High-frequency forecasting
The Stata dataset pitma.dta has monthly data on collections of sales tax, and personal income tax, for Massachusetts
from July 1979 through November 2010. Pick one of these series and use it to forecast revenue for
(a) May 2011.
(b) Fiscal year 2011 (which runs from July 2010 through June 2011)
(c) Fiscal year 2012.
In doing this exercise you may should use more than one method; for instance, you could use a regression approach
(with time variables, and dummy variables for the months); or exponential smoothing; or an ARIMA model; or all of
these! Justify the modeling decisions you make, and set out your answers clearly. Which of your models do your
prefer? [You could judge this based on an in-sample forecast.]
2.
International Taxation
The world consists of N identical countries, each endowed with one unit of land. There is one unit of divisible capital in the
whole world, and it is freely mobile across countries, unlike land, which is immobile. All countries have the same
production technologies, which take the form
Y  K .25 L.75 ,
where K refers to capital and L to land. The output price is normalized to unity.
a.
b.
c.
Find the equilibrium interest rate and total income received by capitalists and landowners when there is no tax
anywhere on either capital or land.
i.
Evaluate these quantities for N=1, and for N=100. [Hint: the interest rate, r, equals the marginal
product of capital.]
ii.
As the number of countries rises, what happens to (a) total output, and (b) total output per unit of land,
and (c) total output per unit of capital?

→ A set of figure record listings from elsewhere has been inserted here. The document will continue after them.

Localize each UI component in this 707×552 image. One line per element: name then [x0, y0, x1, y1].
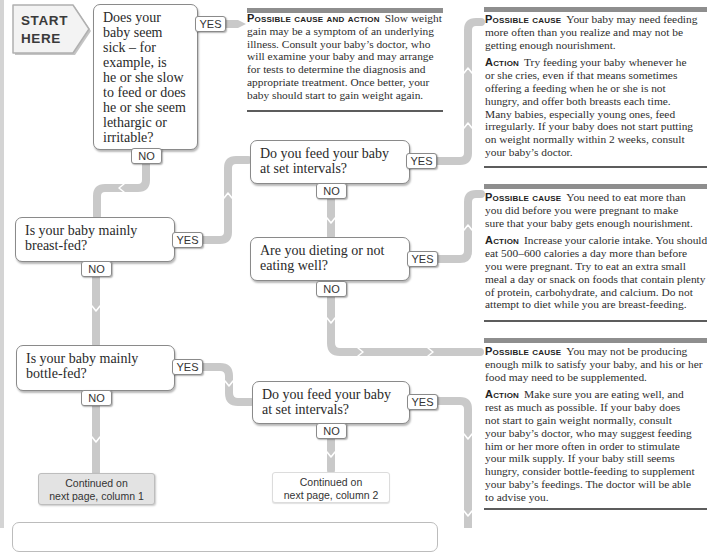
start-label-line2: HERE: [21, 30, 68, 48]
connector-dieting-no-to-milk-panel: [331, 297, 480, 352]
question-text: Do you feed your baby at set intervals?: [260, 146, 409, 176]
yes-tag-bottle-fed[interactable]: YES: [172, 359, 203, 375]
continued-column-1-link[interactable]: Continued on next page, column 1: [38, 473, 155, 505]
continued-column-2-link[interactable]: Continued on next page, column 2: [272, 472, 390, 503]
question-text: Are you dieting or not eating well?: [260, 243, 409, 273]
continued-text: Continued on next page, column 1: [39, 477, 154, 502]
no-tag-dieting[interactable]: NO: [316, 281, 347, 297]
no-tag-breast-fed[interactable]: NO: [81, 261, 112, 277]
no-tag-feed-intervals-breast[interactable]: NO: [316, 183, 347, 199]
yes-tag-breast-fed[interactable]: YES: [172, 232, 203, 248]
question-baby-sick: Does your baby seem sick – for example, …: [93, 4, 198, 150]
yes-tag-baby-sick[interactable]: YES: [195, 16, 226, 32]
no-tag-bottle-fed[interactable]: NO: [81, 390, 112, 406]
no-tag-feed-intervals-bottle[interactable]: NO: [316, 423, 347, 439]
connector-dieting-yes-to-calorie-panel: [436, 194, 481, 259]
question-feed-set-intervals-bottle: Do you feed your baby at set intervals?: [252, 381, 410, 424]
connector-bottlefed-yes-to-intervals: [201, 367, 251, 402]
question-text: Is your baby mainly breast-fed?: [25, 223, 174, 253]
yes-tag-feed-intervals-breast[interactable]: YES: [406, 153, 437, 169]
no-tag-baby-sick[interactable]: NO: [131, 148, 162, 164]
question-dieting: Are you dieting or not eating well?: [250, 237, 410, 281]
yes-tag-dieting[interactable]: YES: [407, 251, 438, 267]
question-text: Is your baby mainly bottle-fed?: [26, 351, 174, 381]
connector-bottle-intervals-yes-down: [437, 401, 468, 528]
question-bottle-fed: Is your baby mainly bottle-fed?: [16, 345, 175, 391]
start-label-line1: START: [21, 12, 68, 30]
connector-intervals-yes-to-feeding-panel: [436, 22, 481, 161]
bottom-note-box: [12, 522, 438, 552]
question-text: Do you feed your baby at set intervals?: [262, 387, 409, 417]
continued-text: Continued on next page, column 2: [273, 476, 389, 501]
question-text: Does your baby seem sick – for example, …: [103, 10, 197, 145]
start-here-marker: START HERE: [11, 3, 95, 59]
question-feed-set-intervals-breast: Do you feed your baby at set intervals?: [250, 140, 410, 184]
yes-tag-feed-intervals-bottle[interactable]: YES: [407, 394, 438, 410]
question-breast-fed: Is your baby mainly breast-fed?: [15, 217, 175, 262]
connector-breastfed-yes-to-intervals: [200, 160, 248, 240]
arrow-sick-yes-to-panel: [226, 20, 246, 28]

Now a tax is introduced at rate θ in country 1. The revenues are used to purchase good Y, so the government’s
purchases do not affect the production technology in country 1. The after-tax rate of return to capital invested in
country 1 is now (1-θ)FK. Find new expressions for the after-tax interest rate, total landowner and capitalist
income, and government revenue in country 1, as functions of N and θ. [Hint: Equate the after-tax interest rate
in country 1 with the interest rate in other countries, noting that capital in country i is (1-K1)/(N-1).]
Three parts:
i.
For θ=0.25, find the change in total capital and total land income, and the revenue raised in country 1, if
N=2, and again if N=100. [Hint: It might be useful to create a table, with a row for N=2 and another for
N=100, and columns for r, w1, wj≠1, K1, Kj≠1, capital income in 1, capital income in j≠1, and tax revenue.]
ii.
What happens to the pre-tax marginal product of capital in the countries without taxes? How to
landowners in country 1 fare as a result of the tax?
iii.
What do these examples suggest about the usefulness of the “small open economy” assumption that
world interest rates are fixed, so capital taxes are shifted to land?